Act fought for Winston to be suspended but courage, honesty and integrity were in short supply among the other MP's.
Ralston seems to have similarly good sources.
This from Ralston
I’m picking that tomorrow afternoon Parliament’s Privileges Committee will report to the House that Winston Peters is in contempt of Parliament and move to formally censure him.
It is also likely to demand he quickly file a return to the Registrar of Pecuniary Interests that he received a gift of $100,000 from expatriate billionaire Owen Glenn.
I do not believe the committee will seek, as the ACT Party recommended, that Peters be suspended from Parliament. Nevertheless a formal censure by Parliament will be a humiliating blow to the New Zealand First leader.
These findings are likely to come in the form of a Majority Report from Privileges. In all likelihood Labour will continue its last ditch defence of Peters by issuing a Minority Report seeking to mitigate the damage to Peters’ political reputation and career.
I expect the Majority Report of the Privileges Committee to underline the fact that Mr Peters misled the committee, Parliament and the Prime Minister on the Glenn donation.
Because it was outside the terms of the original complaints in the Privileges’ case, the committee will not deal with the separate issue of another $40,000 paid to Peters’ lawyer Brian Henry from the Spencer Trust to pay legal bills that was never disclosed to the Electoral Commission. That information, however, could be included in the Serious Fraud Office document that will be attached to the report.
The SFO document can be made public because although it was taken as evidence in “private” it was not formally in “secret”. A small but important point in aiding the public’s right to know the truth beyond the barrage of claim, counter claim and ever changing stories that have come from the New Zealand First leader during this saga.
If it issues such a damning report the Privileges Committee will have come to no other conclusion, based on the weight of evidence and testimony put before it, that Peters had received the gift and should have declared it.
The committee meets at 4.30pm today to formally consider further representations from Winston Peters and his lawyer Brian Henry who have seen the draft report but I think there is little either can say that would change the minds of the majority of the committee.

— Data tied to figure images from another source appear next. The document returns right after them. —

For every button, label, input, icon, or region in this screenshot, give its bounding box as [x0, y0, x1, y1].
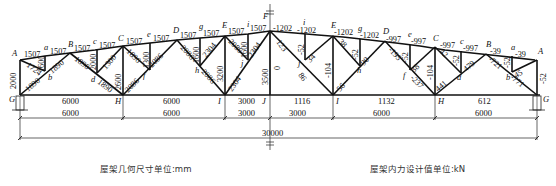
len-C-e: 1507 [126, 37, 142, 46]
force-e-C: -997 [411, 37, 426, 46]
force-j-E: 34 [305, 52, 317, 64]
node-h-left: h [195, 65, 199, 75]
node-j-left: j [240, 58, 244, 68]
force-E-h: 38 [337, 37, 349, 49]
force-B-b: -721 [487, 55, 504, 72]
len-i-F: 1507 [250, 24, 266, 33]
dim-total: 30000 [262, 128, 283, 138]
node-I-left: I [217, 96, 222, 106]
force-D-e: -997 [386, 35, 401, 44]
len-a-B: 1507 [50, 47, 66, 56]
node-A-right: A [537, 46, 544, 56]
truss-drawing: A a B c C e D g E i F i E g D e C c B a … [0, 0, 556, 186]
force-e-vert: -52 [401, 52, 410, 63]
len-g-h: 2304 [201, 41, 218, 59]
dim-2: 6000 [163, 108, 180, 118]
node-I-right: I [335, 96, 340, 106]
len-b-B: 1890 [48, 58, 66, 75]
node-C-left: C [118, 33, 124, 43]
len-CH: 2600 [114, 74, 123, 90]
force-bottom-HG: 612 [478, 96, 491, 106]
force-F-i: -1202 [273, 24, 292, 33]
node-H-right: H [437, 96, 445, 106]
len-e-D: 1507 [153, 34, 169, 43]
len-d-H: 1890 [96, 77, 114, 94]
node-e-left: e [147, 29, 151, 39]
node-G-right: G [543, 94, 549, 104]
force-f-H: -237 [409, 73, 426, 90]
node-G-left: G [9, 94, 15, 104]
node-J: J [262, 96, 267, 106]
force-F-j: 123 [274, 38, 288, 53]
len-I-j: 2304 [226, 75, 243, 94]
len-B-c: 1507 [74, 44, 90, 53]
node-a-left: a [44, 42, 48, 52]
force-a-A: -39 [515, 50, 526, 59]
len-c-vert: 2000 [89, 54, 98, 70]
node-c-left: c [93, 36, 97, 46]
node-B-left: B [68, 39, 73, 49]
len-EI: 3200 [216, 66, 225, 82]
force-a-vert: -52 [503, 57, 512, 68]
len-c-d: 1300 [101, 53, 118, 71]
node-C-right: C [433, 33, 439, 43]
caption-geometry: 屋架几何尺寸单位:mm [100, 164, 191, 174]
len-C-f: 1890 [125, 47, 143, 65]
force-c-B: -997 [463, 44, 478, 53]
dim-4: 3000 [289, 108, 306, 118]
caption-forces: 屋架内力设计值单位:kN [370, 164, 465, 174]
force-bottom-JI: 1116 [294, 96, 310, 106]
node-f-right: f [403, 70, 407, 80]
force-g-vert: -52 [351, 49, 360, 60]
force-g-D: -1202 [360, 31, 379, 40]
force-i-vert: -52 [297, 44, 306, 55]
dim-5: 6000 [373, 108, 390, 118]
node-d-left: d [91, 74, 96, 84]
node-F: F [262, 11, 269, 21]
force-CH: -104 [426, 65, 435, 80]
dim-6: 6000 [475, 108, 492, 118]
force-j-I: 86 [296, 71, 308, 83]
len-bottom-HI: 6000 [163, 96, 180, 106]
len-AG: 2000 [9, 73, 18, 89]
len-g-E: 1507 [203, 29, 219, 38]
len-D-g: 1507 [180, 31, 196, 40]
force-AG: -52 [539, 73, 548, 84]
node-E-left: E [221, 20, 228, 30]
force-EI: -104 [324, 63, 333, 78]
len-bottom-IJ: 3000 [238, 96, 255, 106]
force-c-vert: -52 [452, 55, 461, 66]
dim-1: 6000 [62, 108, 79, 118]
force-bottom-IH: 1132 [378, 96, 395, 106]
force-i-E: -1202 [297, 26, 316, 35]
force-FJ: 0 [273, 66, 282, 70]
dim-3: 3000 [238, 108, 255, 118]
len-E-i: 1507 [228, 27, 244, 36]
len-c-C: 1507 [99, 41, 115, 50]
node-h-right: h [357, 65, 361, 75]
force-E-g: -1202 [334, 28, 353, 37]
len-FJ: 3500 [261, 69, 270, 85]
node-H-left: H [114, 96, 122, 106]
node-D-left: D [172, 25, 180, 35]
len-bottom-GH: 6000 [62, 96, 79, 106]
node-A-left: A [11, 48, 18, 58]
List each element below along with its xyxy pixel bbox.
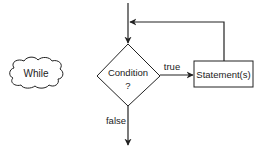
decision-question: ? — [125, 80, 130, 91]
true-label: true — [164, 61, 180, 72]
process-label: Statement(s) — [196, 69, 250, 80]
while-cloud: While — [10, 57, 63, 88]
loop-back-arrow — [130, 22, 224, 61]
flowchart-canvas: While Condition ? true Statement(s) fals… — [0, 0, 266, 149]
decision-label: Condition — [108, 67, 148, 78]
false-label: false — [106, 115, 126, 126]
statements-process: Statement(s) — [194, 61, 253, 87]
cloud-label: While — [23, 68, 48, 79]
condition-decision: Condition ? — [97, 44, 160, 106]
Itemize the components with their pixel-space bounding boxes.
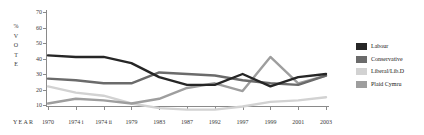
chart-container: % V O T E 10203040506070 19701974 i1974 … — [0, 0, 424, 135]
legend-label: Labour — [371, 43, 388, 50]
series-line-plaid-cymru — [48, 57, 326, 103]
legend-swatch — [356, 81, 367, 88]
legend-swatch — [356, 43, 367, 50]
legend-item[interactable]: Conservative — [356, 56, 404, 63]
legend: LabourConservativeLiberal/Lib.DPlaid Cym… — [356, 43, 404, 93]
series-line-liberal-lib-d — [48, 86, 326, 109]
legend-item[interactable]: Liberal/Lib.D — [356, 68, 404, 75]
legend-item[interactable]: Plaid Cymru — [356, 81, 404, 88]
legend-item[interactable]: Labour — [356, 43, 404, 50]
legend-label: Liberal/Lib.D — [371, 68, 404, 75]
legend-label: Plaid Cymru — [371, 81, 402, 88]
legend-swatch — [356, 56, 367, 63]
legend-swatch — [356, 68, 367, 75]
legend-label: Conservative — [371, 56, 403, 63]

The report, if it is in line with my predictions above, should spark a ferocious debate in the House tomorrow. ACT leader Rodney Hide will see this as vindication of his complaints and probably portray the Majority Privileges Committee Report as a slap with a wet bus ticket.
National will use the decision as a sharpened wooden stake to drive through the heart of the Labour-led government. To have a minister (albeit currently “without portfolio”) censured by Parliament and found in contempt is blatantly untenable for Prime Minister Helen Clark.
Labour will fight the censure motion and Helen Clark will argue that Peters cannot be dismissed because she has already said she wants the due process followed and she is still awaiting the outcome of the Serious Fraud Office investigation.The outcome of the last few weeks is a serious blow to both the government and its sidelined Minister of Foreign Affairs.
Winston Peters’ and New Zealand First’s credibility, for all but his most steadfast supporters, will be in tatters. He will be seen to have consistently misled everyone over the affair and it will be acknowledged that he did receive a substantial $100,000 gift from a benefactor that he should have publicly declared but did not. The SFO information on the $40,000 donation is likely to show that the Spencer Trust channelled funds to New Zealand First that it should have declared to the Electoral Commission but did not.
The reputation of both the Prime Minister and her deputy on the committee Michael Cullen, must also be severely tarnished as Labour stubbornly, desperately, refuses to admit it was wrong to support Peters in this affair and continues to twist and turn to try and retain him on board for a few more weeks.
Today’s Dominion Post story by Phil Kitchin stating that former NZ First bagman Ross Meurant will return to New Zealand and give evidence to the SFO ensures the fallout from the Peters affair will continue up to and including the election campaign.
2 comments:
Sentenced to be savagely beaten with a wet bus ticket.
I suppose my hopes for Hanging, Drawing and Quartering were always a little optimistic...
Lies Lies Lies, they all Lie, who cares?
I say Vote NZ First to show the Dirt Digging Scandal Searchers That We Want Policy not Pish!